Football
England into Euro semis after shootout win over Switzerland
Neither side able to break the deadlock in extra time and the score locked at 1-1.
Reuters
After so many painful 12-yard setbacks, England embraced the shootout on Saturday as they beat Switzerland 5-3 on penalties after a 1-1 draw to reach the semi-finals of Euro2024 and move to within a step of their first overseas final.
Trent Alexander-Arnold slammed home the decisive last of a faultless five to send England into their third semi-final in four tournaments after Jordan Pickford had saved from Manuel Akanji.
It was the third successive Euro 2024 quarter-final to go to extra time, two of them to penalties, and in the semi-final in Dortmund on Wednesday England will face the Netherlands.
In a game of few chances, Breel Embolo had put Switzerland ahead after 75 minutes when he poked home from close range, and Bukayo Saka levelled for England five minutes later with a brilliant strike off the far post.
Saka, who missed in England’s Euro 2020 final shootout defeat by Italy, stood up again on Saturday and converted confidently in front of a wall of England fans.
Having reached the 1966 World Cup final and 2020 Euros final at Wembley, making it to Berlin next Sunday would be England’s first final away from home soil.
To get there they will almost certainly have to find more intensity and accuracy in attack than they showed on Saturday, but the confidence gained from another shootout win after decades of pain will be priceless.
England came into the game on the back of two dire performances and, though they showed more invention and movement, there was again little end product, and with the Swiss equally cautious, there was barely a meaningful effort on goal for an hour.

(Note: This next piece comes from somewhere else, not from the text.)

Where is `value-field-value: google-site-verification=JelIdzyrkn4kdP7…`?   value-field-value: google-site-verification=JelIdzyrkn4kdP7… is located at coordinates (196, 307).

Switzerland, impressive victors over Italy last week and seeking their first major semi-final, took the lead when Dan Ndoye whipped in a deflected low cross with Breel Embolo stretching to poke it home.
Southgate responded by immediately throwing on three substitutes – Cole Palmer, Luke Shaw and Eberechi Eze - and five minutes later energised England were level as Saka cut in from the right wing and curled a superb 20-metre left-footed shot in off the far post.

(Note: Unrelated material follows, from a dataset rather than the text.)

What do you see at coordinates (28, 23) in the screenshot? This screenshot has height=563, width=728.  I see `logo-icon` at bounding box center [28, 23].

In extra time England’s Declan Rice had a fizzing shot from the edge of the box brilliantly saved by a diving Yann Sommer, while Xherdan Shaqiri clipped a post direct from a corner, before the penalties that had felt inevitable almost from the start duly arrived.
Switzerland had lost three of their four major tournament shootouts, while England’s famously uncomfortable record was seven defeats and two wins.